As the middle-class collapses, so does this illusion. It becomes plain for those less fortunate to see that the game is not fair, it probably never was and some pigs really are “more equal than others”, as George Orwell put it. As for the “lucky” ones, they become increasingly detached from the majority and reality of their fellow citizens, they lose touch and they are doomed to isolation as the general public grows to despise them. This makes it ever so easy for manipulative populists to turn this sentiment into hate. Where one would previously see a job creator, now the public sees an exploitative fat cat, an oppressor and an enemy of the people.
It only takes the tiniest of sparks for this kind of powder keg to go off and to take all that remained of civil society with it.
A clouded outlook, with a silver lining
Unfortunately, there aren’t too many reasons to support an optimistic scenario going forward or to hope that the present trend will be reversed in time. The only thing that’s been reversed so far is that old attitude that our generation and that of parents used to have when talking to the “young ones”. There aren’t many parents today that say “you kids have it so easy these days”.
Both in US and in most of Europe, it is becoming an increasingly elusive dream for younger people to buy a house, something that was pretty much a given for their parents when they were around the same age. Many can’t even secure a decent, steady job, and they have to rely on the “gig economy “ to make ends meet. As for saving for the future, even the most diligent, responsible and hard-working among them simply find it impossible – and it is, when what you struggled so much to save yesterday is worth nothing tomorrow.
The outlook does indeed look discouraging and that divide between the haves and the have nots is certainly set to widen further. But the eternal optimist in me refuses to give in to the doom and gloom. And it’s not just wishful thinking that makes me see that silver lining, it is the facts on the ground and the opportunities we have today to learn from the mistakes of our past. There might not be a way through the tensions and the conflicts that likely lie ahead, but there is a way out.

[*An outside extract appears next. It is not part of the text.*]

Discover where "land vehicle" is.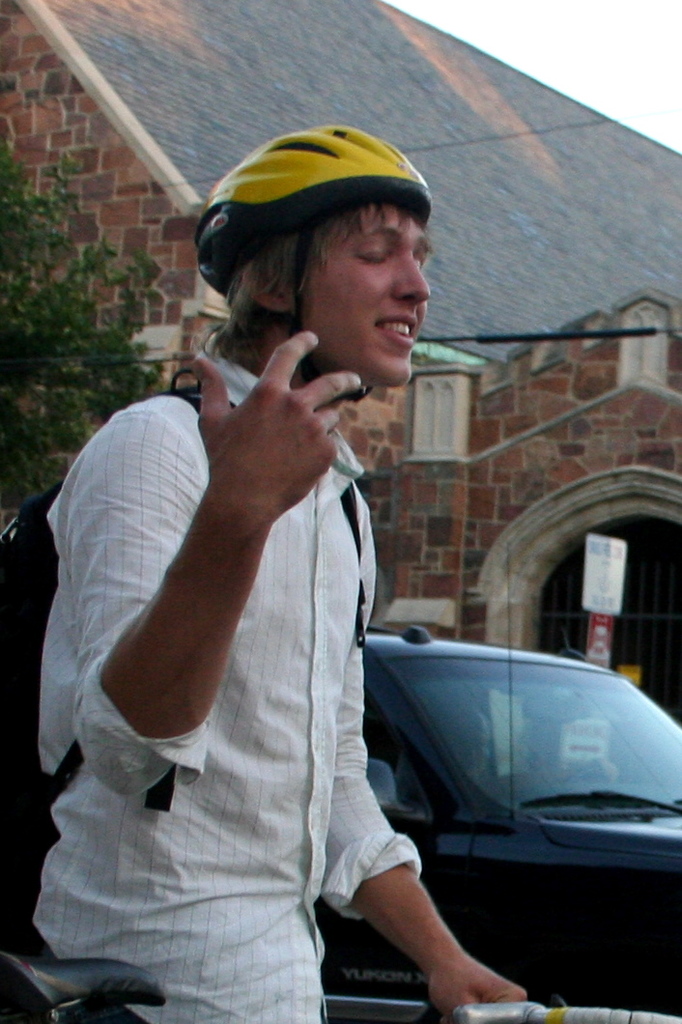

Thanks to technology, we have the means to find answers independently, to connect and to learn from each other. Thanks to the internet, we have the combined knowledge of humanity at our fingertips and we can join forces with like-minded individuals to exchange ideas and to create real value, voluntarily and without central authorities. But most of all, armed with all this knowledge and all these tools, we have the means to “opt out”.
The more the pressure mounts, the more imperative it becomes for free thinkers, for creators, builders and producers, to abandon this crumbling system, to quit this rigged game and to choose their own path and to carve out their own future. This shift is already underway. So, you see, the old middle class might be dying, but a new one is just being born.
This article has been published in the Newsroom of pro aurum, the leading precious metals company in Europe with an independent subsidiary in Switzerland.